George Washington Capehart

(Bertie County)

Featured Character – The Home Front


Scotch Hall

           Courtesy of Preservation North Carolina             and Tim Buchman


In his 1726 will, colonial surveyor general William Maule called his home overlooking Albemarle Sound, “Scots Hall.”  In 1811, successful planter Cullen Capehart bought the property, by then known as “Scotch Hall.”  In 1838 his son, George Washington Capehart, started building the present manor house.  Taken together, father and son, operated the largest plantation in Bertie County.  By 1860, they maintained 9,200 acres of land, owned two-hundred and ninety-seven slaves, and had a personal income listed at over $100,000. 

 George Washington Capehart inherited his family’s land in what is now Washington County and in 1838 built Scots Hall, sometimes referred to as Scotch Hall.  In 1849, he and his wife, Susan Brian Martin, hired George Thigby Throop to tutor their children. Throop later wrote the novel Bertie (1851), providing a glimpse into the lives of Scotch Hall’s inhabitants during the mid-nineteenth century.

After the bombardment of Fort Sumter, George Washington Capehart’s son, William Rhodes Capehart, joined a local artillery unit.  After Union forces captured a majority of eastern North Carolina in 1862, the rest of the family evacuated west.  George Washington Capehart left Scotch Hall in the hands of his overseer, James A. Smith. The Smiths were able to keep the Union troops at bay, though they witnessed the Battle of Batchelor’s Bay while living at the residence. After the war, Capehart and his wife celebrated their golden wedding anniversary in 1883 when their son wrote the family names on a pane of glass of the house which can still be seen today. Scotch Hall has remained in the Capehart family.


What is needed >> Down to the last line, repeat the entries exactly and drop any image.
- Opening Delimiter -
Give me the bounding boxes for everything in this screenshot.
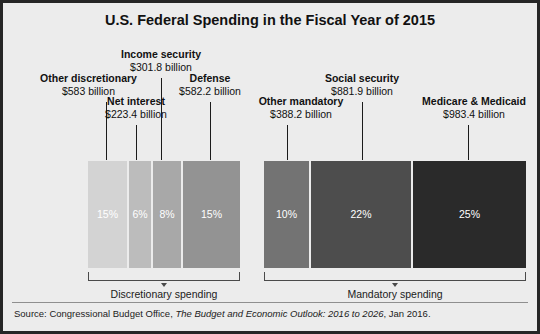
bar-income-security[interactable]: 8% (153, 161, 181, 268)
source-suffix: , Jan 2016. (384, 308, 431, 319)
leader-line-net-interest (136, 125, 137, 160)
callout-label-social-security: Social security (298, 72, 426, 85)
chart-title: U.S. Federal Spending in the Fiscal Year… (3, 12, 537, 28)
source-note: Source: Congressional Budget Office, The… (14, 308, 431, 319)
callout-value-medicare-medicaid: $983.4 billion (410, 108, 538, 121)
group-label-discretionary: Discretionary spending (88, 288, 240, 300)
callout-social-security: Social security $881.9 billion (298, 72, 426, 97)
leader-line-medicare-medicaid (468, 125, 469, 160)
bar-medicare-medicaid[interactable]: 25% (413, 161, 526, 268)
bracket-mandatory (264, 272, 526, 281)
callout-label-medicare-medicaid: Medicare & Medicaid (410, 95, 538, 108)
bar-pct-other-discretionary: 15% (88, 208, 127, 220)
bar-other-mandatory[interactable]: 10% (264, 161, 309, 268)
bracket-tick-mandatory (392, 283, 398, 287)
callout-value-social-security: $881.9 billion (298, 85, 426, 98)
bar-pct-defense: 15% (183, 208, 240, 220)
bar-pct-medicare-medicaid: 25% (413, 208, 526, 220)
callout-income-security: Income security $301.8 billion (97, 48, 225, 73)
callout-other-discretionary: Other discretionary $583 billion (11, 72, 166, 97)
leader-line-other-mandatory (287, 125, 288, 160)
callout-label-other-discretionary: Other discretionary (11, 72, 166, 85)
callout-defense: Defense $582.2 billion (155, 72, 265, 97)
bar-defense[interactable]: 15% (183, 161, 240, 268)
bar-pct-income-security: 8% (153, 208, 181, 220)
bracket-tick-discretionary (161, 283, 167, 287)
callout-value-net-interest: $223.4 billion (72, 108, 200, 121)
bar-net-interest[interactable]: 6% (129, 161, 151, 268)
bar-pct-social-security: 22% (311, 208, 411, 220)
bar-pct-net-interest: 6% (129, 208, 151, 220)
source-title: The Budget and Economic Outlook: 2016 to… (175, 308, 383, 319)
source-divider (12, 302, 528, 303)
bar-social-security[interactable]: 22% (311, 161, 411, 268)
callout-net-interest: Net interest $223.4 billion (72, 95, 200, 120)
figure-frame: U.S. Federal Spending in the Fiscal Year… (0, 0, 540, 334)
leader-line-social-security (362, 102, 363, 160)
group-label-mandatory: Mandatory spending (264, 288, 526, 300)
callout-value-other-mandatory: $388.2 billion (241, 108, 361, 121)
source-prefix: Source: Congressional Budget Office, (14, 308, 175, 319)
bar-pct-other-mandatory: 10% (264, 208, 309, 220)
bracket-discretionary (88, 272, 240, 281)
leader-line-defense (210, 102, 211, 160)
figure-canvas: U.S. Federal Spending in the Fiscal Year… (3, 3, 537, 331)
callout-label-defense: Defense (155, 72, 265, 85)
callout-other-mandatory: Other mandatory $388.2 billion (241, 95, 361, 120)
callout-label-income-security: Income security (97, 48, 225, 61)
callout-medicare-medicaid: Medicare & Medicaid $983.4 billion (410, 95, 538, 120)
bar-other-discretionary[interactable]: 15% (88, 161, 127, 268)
- Closing Delimiter -
The completed task >>
Give me the bounding boxes for everything in this screenshot.
bar-income-security[interactable]: 8% (153, 161, 181, 268)
source-suffix: , Jan 2016. (384, 308, 431, 319)
leader-line-net-interest (136, 125, 137, 160)
callout-label-social-security: Social security (298, 72, 426, 85)
chart-title: U.S. Federal Spending in the Fiscal Year… (3, 12, 537, 28)
source-note: Source: Congressional Budget Office, The… (14, 308, 431, 319)
callout-value-medicare-medicaid: $983.4 billion (410, 108, 538, 121)
group-label-discretionary: Discretionary spending (88, 288, 240, 300)
callout-social-security: Social security $881.9 billion (298, 72, 426, 97)
leader-line-medicare-medicaid (468, 125, 469, 160)
bar-medicare-medicaid[interactable]: 25% (413, 161, 526, 268)
bracket-mandatory (264, 272, 526, 281)
callout-label-medicare-medicaid: Medicare & Medicaid (410, 95, 538, 108)
bar-pct-other-discretionary: 15% (88, 208, 127, 220)
bar-other-mandatory[interactable]: 10% (264, 161, 309, 268)
bracket-tick-mandatory (392, 283, 398, 287)
callout-value-social-security: $881.9 billion (298, 85, 426, 98)
bar-pct-defense: 15% (183, 208, 240, 220)
bar-pct-medicare-medicaid: 25% (413, 208, 526, 220)
callout-income-security: Income security $301.8 billion (97, 48, 225, 73)
callout-other-discretionary: Other discretionary $583 billion (11, 72, 166, 97)
leader-line-other-mandatory (287, 125, 288, 160)
callout-label-other-discretionary: Other discretionary (11, 72, 166, 85)
callout-defense: Defense $582.2 billion (155, 72, 265, 97)
bar-defense[interactable]: 15% (183, 161, 240, 268)
bar-pct-income-security: 8% (153, 208, 181, 220)
bracket-tick-discretionary (161, 283, 167, 287)
callout-value-net-interest: $223.4 billion (72, 108, 200, 121)
bar-net-interest[interactable]: 6% (129, 161, 151, 268)
bar-pct-social-security: 22% (311, 208, 411, 220)
bar-pct-net-interest: 6% (129, 208, 151, 220)
source-title: The Budget and Economic Outlook: 2016 to… (175, 308, 383, 319)
source-divider (12, 302, 528, 303)
bar-social-security[interactable]: 22% (311, 161, 411, 268)
callout-net-interest: Net interest $223.4 billion (72, 95, 200, 120)
figure-frame: U.S. Federal Spending in the Fiscal Year… (0, 0, 540, 334)
leader-line-social-security (362, 102, 363, 160)
group-label-mandatory: Mandatory spending (264, 288, 526, 300)
callout-value-other-mandatory: $388.2 billion (241, 108, 361, 121)
source-prefix: Source: Congressional Budget Office, (14, 308, 175, 319)
bar-pct-other-mandatory: 10% (264, 208, 309, 220)
bracket-discretionary (88, 272, 240, 281)
leader-line-defense (210, 102, 211, 160)
figure-canvas: U.S. Federal Spending in the Fiscal Year… (3, 3, 537, 331)
callout-label-defense: Defense (155, 72, 265, 85)
callout-other-mandatory: Other mandatory $388.2 billion (241, 95, 361, 120)
callout-label-income-security: Income security (97, 48, 225, 61)
callout-medicare-medicaid: Medicare & Medicaid $983.4 billion (410, 95, 538, 120)
bar-other-discretionary[interactable]: 15% (88, 161, 127, 268)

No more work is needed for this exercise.